Wullie’s story was a time capsule from an era that’s almost gone from our memories.
Category
To Celebrate A Life
The G Word
Grief is not something we give much thought to until we find ourselves catapulted into it.
Let The People Sing!
People love humanist funerals for their compassion, their honesty and their humour: they choose them for what they include, not what they exclude.
Earth to Earth…
Here in the UK, cremation accounts for about 75% of all funerals, but there is a growing desire for a more natural and ecological approach to death and dying. Not far from me in East Lothian there is a natural woodland burial site called Binning Memorial Wood, and I’ve been privileged to conduct a number … Continue Reading
‘We’re having a celebration of life’ is in danger of becoming a cliché.

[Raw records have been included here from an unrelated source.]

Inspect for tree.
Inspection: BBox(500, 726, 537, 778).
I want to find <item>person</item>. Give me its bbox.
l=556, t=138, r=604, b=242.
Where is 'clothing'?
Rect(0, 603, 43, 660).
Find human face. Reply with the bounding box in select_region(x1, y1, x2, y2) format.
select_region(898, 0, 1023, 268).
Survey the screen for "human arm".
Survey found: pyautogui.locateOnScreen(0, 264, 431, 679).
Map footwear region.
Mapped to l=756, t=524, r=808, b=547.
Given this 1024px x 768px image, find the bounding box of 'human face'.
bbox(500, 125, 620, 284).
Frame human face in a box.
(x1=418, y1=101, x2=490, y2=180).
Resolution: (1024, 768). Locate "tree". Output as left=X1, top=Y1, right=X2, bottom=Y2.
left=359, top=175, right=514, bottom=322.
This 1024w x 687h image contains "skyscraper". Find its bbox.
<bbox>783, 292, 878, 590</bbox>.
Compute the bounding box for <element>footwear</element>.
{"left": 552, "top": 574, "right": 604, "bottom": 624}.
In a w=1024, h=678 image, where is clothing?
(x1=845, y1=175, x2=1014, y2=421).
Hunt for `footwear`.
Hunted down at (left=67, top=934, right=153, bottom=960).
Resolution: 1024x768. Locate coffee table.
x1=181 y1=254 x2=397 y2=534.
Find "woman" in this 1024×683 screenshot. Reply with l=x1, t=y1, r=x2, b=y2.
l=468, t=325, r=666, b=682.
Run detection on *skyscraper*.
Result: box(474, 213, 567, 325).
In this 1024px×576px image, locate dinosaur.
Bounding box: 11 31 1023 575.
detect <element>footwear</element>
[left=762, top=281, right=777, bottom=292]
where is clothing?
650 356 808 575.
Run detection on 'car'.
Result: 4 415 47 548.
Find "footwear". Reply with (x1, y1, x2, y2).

It’s not always appropriate to celebrate a life, and it would be wrong to think that’s what a humanist funeral ceremony has to be.
How Apps are helping us celebrate life in the time of coronavirus
My role is to speak for the bereaved, and the more accurately I do that, the better the ceremony. Having multiple contributions from family and friends writing from wherever in the world they happen to be allows me to create a richly textured, multi-faceted portrait.
Love in the time of Coronavirus
How David Bowie and the coronavirus are changing the way we deal with death
In memory of Alasdair Knox
I’ve only just come across this post, which dates from September 2014. I didn’t share it at the time because I thought it might be insensitive, but I’m doing so now not so much because time has passed, but because it reminds me so acutely why it’s so important to honour those we love. Appropriately … Continue Reading
We Need to Talk About Assisted Dying
Assisted dying is an emotive subject, on which even humanists are not of one mind.
It’s time to honour courage of a different kind
This year, lets honour the people who risked everything to prevent war breaking out in the first place: Civil Servants.